TCM, 8:00 p.m. ET
Mary Astor is today’s “Summer Under the Stars” saluted thespian, and TCM has saved for prime time a movie classic that could just as well, and as proudly, be presented on days devoted to Humphrey Bogart, Sydney Greenstreet, and Peter Lorre. John Huston’s 1941 film noir classic presents Bogart as world-weary gumshoe Sam Spade. Bogart is perfect, Astor is a fine femme fatale, and Greenstreet and Lorre are deliciously entertaining villains – though the title character’s performance, it must be said, is a little stiff.
AMC, 9:00 p.m. ET
Now that we’re a few hours into Infamy, the new installment of AMC’s The Terror, I’ve finally pinpointed why I’m ultimately dissatisfied with this story of a vengeful Japanese spirit that haunts a U.S. internment camp of Japanese-Americans at the start of WWII. The dramatic story of the outrageously unfair internment of American citizens of Japanese descent is told so well that the supernatural aspects of Infamy – the female ghost, the occasional deaths and paranormal attacks – almost seem to intrude, so much that I wish this compelling drama had merely played it straight.
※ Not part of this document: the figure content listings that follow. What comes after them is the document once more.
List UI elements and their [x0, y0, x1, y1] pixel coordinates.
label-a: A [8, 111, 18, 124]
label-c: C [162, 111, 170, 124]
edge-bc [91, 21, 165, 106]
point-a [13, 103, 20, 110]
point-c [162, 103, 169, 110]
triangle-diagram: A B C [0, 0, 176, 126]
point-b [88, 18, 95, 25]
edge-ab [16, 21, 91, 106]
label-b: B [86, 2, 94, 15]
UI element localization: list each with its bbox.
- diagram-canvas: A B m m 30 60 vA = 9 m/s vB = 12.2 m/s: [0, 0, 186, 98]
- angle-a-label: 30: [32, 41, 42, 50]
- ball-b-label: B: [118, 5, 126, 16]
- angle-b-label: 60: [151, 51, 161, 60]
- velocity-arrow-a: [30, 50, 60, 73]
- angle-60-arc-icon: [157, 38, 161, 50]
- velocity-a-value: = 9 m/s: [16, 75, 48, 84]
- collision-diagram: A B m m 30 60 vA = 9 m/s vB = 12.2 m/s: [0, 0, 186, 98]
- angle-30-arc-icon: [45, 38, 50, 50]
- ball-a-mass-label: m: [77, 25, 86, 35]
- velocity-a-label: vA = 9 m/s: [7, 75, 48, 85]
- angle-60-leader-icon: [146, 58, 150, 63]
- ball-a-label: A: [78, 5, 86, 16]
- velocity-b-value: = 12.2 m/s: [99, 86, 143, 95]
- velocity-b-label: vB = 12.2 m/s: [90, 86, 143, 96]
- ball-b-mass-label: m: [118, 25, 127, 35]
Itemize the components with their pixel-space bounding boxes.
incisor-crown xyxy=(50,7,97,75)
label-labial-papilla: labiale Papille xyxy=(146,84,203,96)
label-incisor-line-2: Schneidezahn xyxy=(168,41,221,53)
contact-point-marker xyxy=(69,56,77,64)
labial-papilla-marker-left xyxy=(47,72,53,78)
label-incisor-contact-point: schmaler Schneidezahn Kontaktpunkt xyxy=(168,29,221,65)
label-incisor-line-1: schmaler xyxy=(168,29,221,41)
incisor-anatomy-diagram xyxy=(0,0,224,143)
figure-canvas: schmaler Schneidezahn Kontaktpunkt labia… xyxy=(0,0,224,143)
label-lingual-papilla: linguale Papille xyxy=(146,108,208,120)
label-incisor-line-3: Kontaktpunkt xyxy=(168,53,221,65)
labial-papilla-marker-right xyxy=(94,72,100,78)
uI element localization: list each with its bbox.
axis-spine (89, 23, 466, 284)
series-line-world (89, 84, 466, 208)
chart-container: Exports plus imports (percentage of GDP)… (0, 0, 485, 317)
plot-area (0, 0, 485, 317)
I understand this is the whole design of this installment of The Terror – but the historically focused portions are acted and staged and photographed so well, the supernatural subplot feels like an unwanted intrusion. It’s like adding a vampire to Casablanca.
HBO, 9:00 p.m. ET
Our Boys, on the other hand, is getting even stronger as it goes along, because it’s giving equal time to both sides, and both perspectives, in retelling the tale of a series of kidnapping and murders of young men in and around the West Bank. First, young Israeli hitchhikers were abducted, then killed, while wending their way home – and then, apparently in retaliation, another violent group began targeting and abducting young Palestinians. Our Boys is told not only from the point of view of the detective team investigating the crimes, but from parents and friends of the victims and so on. The miniseries is subtitled, the setting is unusual and evocative for American television, and the narrative keeps surprising – as with last week’s cliffhanger, which lent a new element to the story of the latest abducted Palestinian young man.